Saturday I finally got to the Henry Art Gallery to see the exhibition of the UW MFA grads—the only graduate students in art in Seattle. (Whether you think grad school in art is essential or ridiculous this is still the only program around. My opinion is that having a quick yea or nay on whether grad school is good is missing the wild diversity of types of grad schools, artists, and students out there. Sermon over.)
I have mixed feelings about reviewing student shows. First of all, they're student shows. Students are supposed to experiment and learn. Failure is success if it gets them somewhere. What if a bunch of critics encourage one part of what an artist is doing when she graduates, and then she feels pressured to stick on that spot just to please?
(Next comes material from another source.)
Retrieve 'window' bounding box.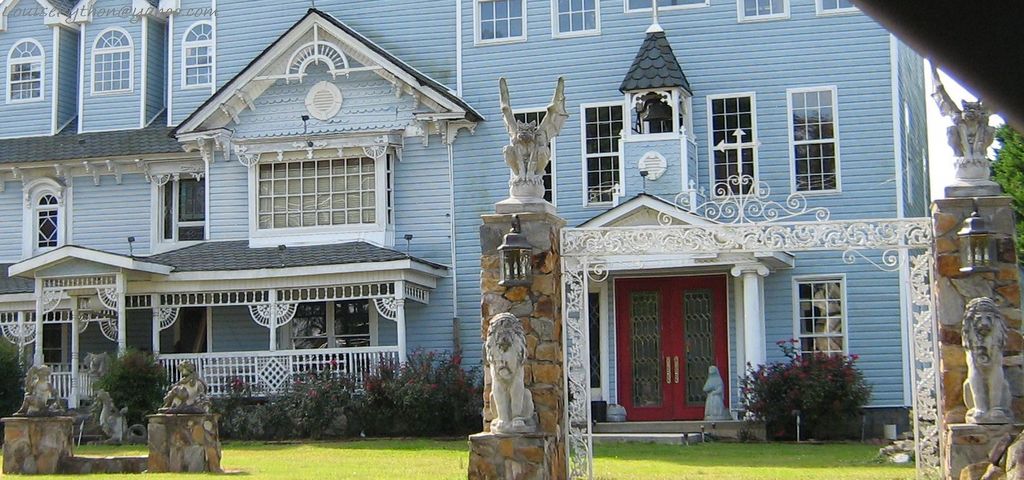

This is how stagnation is made.
Second of all, the show at the Henry has in recent years been giving the awkward impression that pleasing critics or dealers is pretty much what these student artists are trying to do already—which is bad. Most of the art is are overly polished and painfully derivative. The combination is deadly.
Last year, writing a review made me feel like I was saying, here, pay attention to these artists who are not yet ready for public consumption. Look, but look away quickly. It wasn't a good feeling.
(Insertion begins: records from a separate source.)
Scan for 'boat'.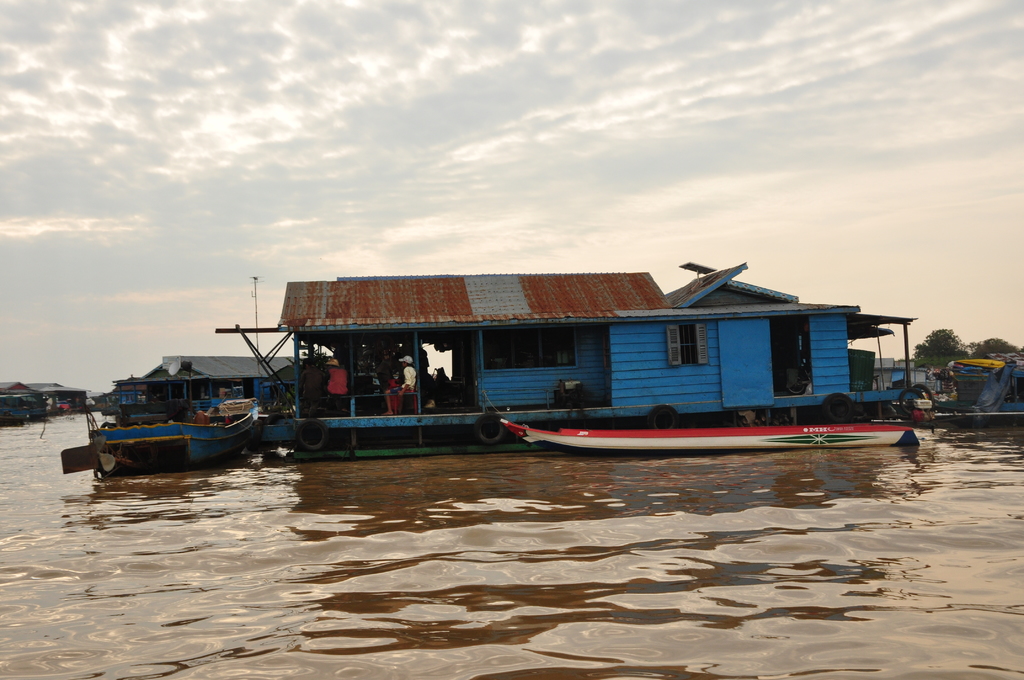
Scan result: (499,417,922,451).
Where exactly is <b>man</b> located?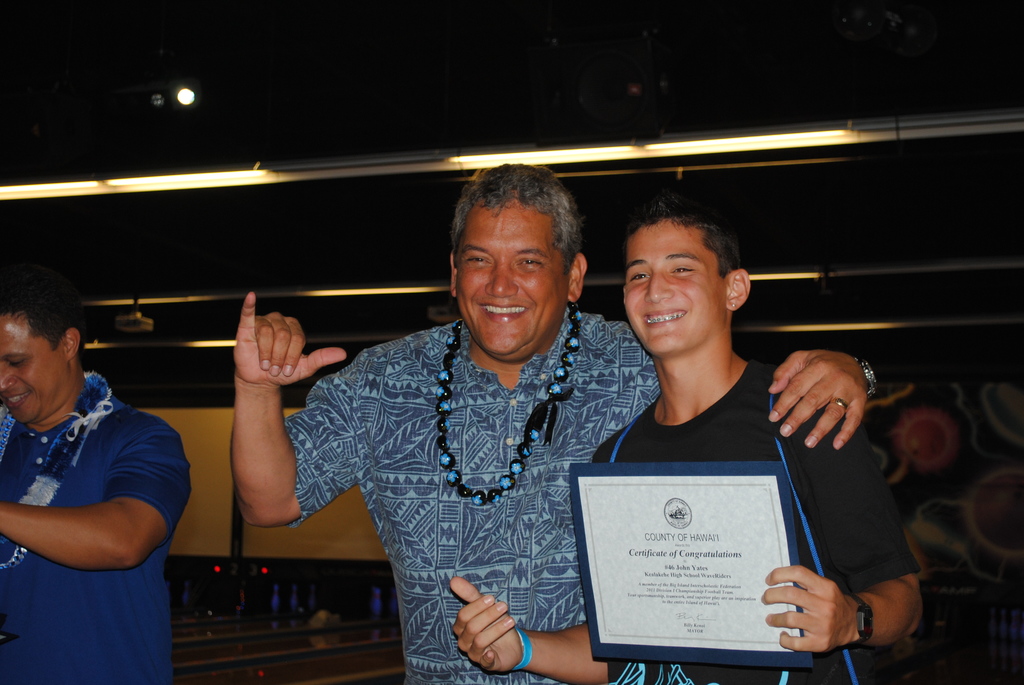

This year's MFA show hardly struck me as more lively. It's...okay.
Large-scale representational painting is back in a big way, in works by Anne Petty and Hugo Shi. Large-scale sculpture is here, too, in an elaborate clay mariachi band by George Rodriguez. At right is a view of the band (you stand in the circle, and they "play" to you) and a couple of Petty paintings. (Photo by Richard Nicol.)
Photography student Laurel Schultz made a series of clear-eyed photographs of Weyerhaeuser's bonsai collection.
Bo Choi created three psychologically constraining garments out of white shirts, then made a video of a performer activating them. Ben Waterman, clearly influenced by Kim Jones, made an installation of piles of burnt stuff in shallow containers, with excerpts from war texts by writers including Tim O'Brien on the wall. There also are drawings and sculptures narrating allegories of furniture—a cardboard table on its knees, a painted screaming dresser, a painted sliced bed—by Marie Claire Bozant (at top).
Painter Robert Gardner's small oils are Morandi-esque. Alice Case's abstractions are in candy colors. Haley Farthing's paintings on wood are chiaroscuro studies in the basic classical sense. Arun Sharma's two sculptures are a dusty-skinned man with a baby attached to him by an umbilical cord coming out of his penis, life-size; and a glowing orange plexi coffin with an ant farm in its walls. Erin Elyse Burns makes two videos of herself, hapless, in a rowboat, tethered to the shore by a rope.
I'm starting to wonder what's going on—or not going on—at UW's art department. Things seem pickled, like the mysterious stuff in the giant jars painted by Hugo Shi, hovering menacingly over the shoulders of these poor mariachis.